Monday, December 24, 2007

Rising inflation may cause Treasury bond yields to spike

Reuters reports:
Investors intent on sheltering assets from credit market upheaval and the risks of recession are so enamored with safe-haven Treasury bonds they seem to have dismissed their usual concerns about inflation.

The latest headline U.S. Consumer Price Index rose above the benchmark 10-year U.S. Treasury note's yield for only the second time since December 1980, notes Bryan Taylor, chief economist with Global Financial Data in Los Angeles.

Low-yielding bonds are especially sensitive to rising inflation because it can quickly erase returns.

The only other occasion that inflation outstripped U.S. Treasury note yields in the last 27 years was a brief moment in September 2005.

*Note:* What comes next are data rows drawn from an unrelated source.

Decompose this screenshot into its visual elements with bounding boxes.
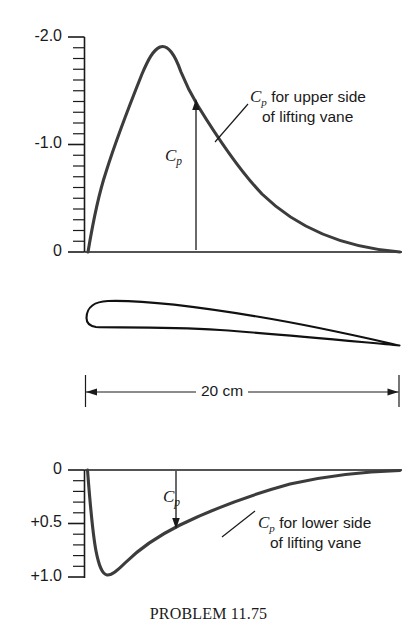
lower-cp-marker-label: Cp: [163, 487, 180, 508]
lower-axis-label-pos10: +1.0: [8, 567, 62, 585]
upper-annotation-line-2: of lifting vane: [262, 108, 353, 125]
cp-symbol-upper: Cp: [250, 87, 267, 106]
upper-axis-label-neg1: -1.0: [8, 134, 62, 152]
chord-dimension-label: 20 cm: [196, 382, 248, 400]
upper-axis-label-zero: 0: [8, 242, 62, 260]
lower-annotation-leader: [222, 511, 255, 537]
airfoil-outline: [87, 301, 400, 346]
upper-axis-label-neg2: -2.0: [8, 27, 62, 45]
cp-symbol-lower: Cp: [258, 513, 275, 532]
upper-chart-axes: [68, 37, 402, 252]
upper-annotation-leader: [215, 104, 248, 142]
upper-cp-marker-label: Cp: [165, 146, 182, 167]
lower-annotation-line-2: of lifting vane: [270, 534, 361, 551]
airfoil-section: [87, 301, 400, 346]
figure-caption: PROBLEM 11.75: [0, 605, 417, 623]
upper-curve-annotation: Cp for upper side of lifting vane: [250, 88, 366, 126]
upper-surface-curve: [88, 47, 400, 252]
lower-annotation-line-1: Cp for lower side: [258, 514, 371, 531]
problem-figure: -2.0 -1.0 0 Cp Cp for upper side of lift…: [0, 0, 417, 644]
upper-cp-arrow: [192, 99, 200, 250]
lower-axis-label-pos05: +0.5: [8, 513, 62, 531]
upper-annotation-line-1: Cp for upper side: [250, 88, 366, 105]
lower-axis-label-zero: 0: [8, 460, 62, 478]
lower-curve-annotation: Cp for lower side of lifting vane: [258, 514, 371, 552]
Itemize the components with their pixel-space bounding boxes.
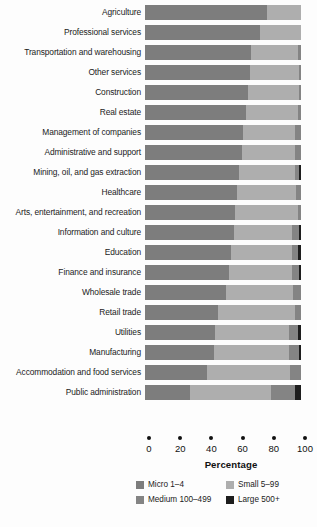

Given the current state of inflation, bond strategists are now starting to warn there's a growing threat that bond yields will spike -- should food and energy prices stay high. That's a sobering prospect for investors in bonds because their prices fall when yields rise.

"When you are looking at 4 percent-plus inflation, who would think 10-year notes at 4 percent yield are a good place to hide out in a flight-to-quality trade?" asked Ted Ake, executive director and head of bond trading with Mizuho Securities USA in New York.
You'll be hearing more about this situation.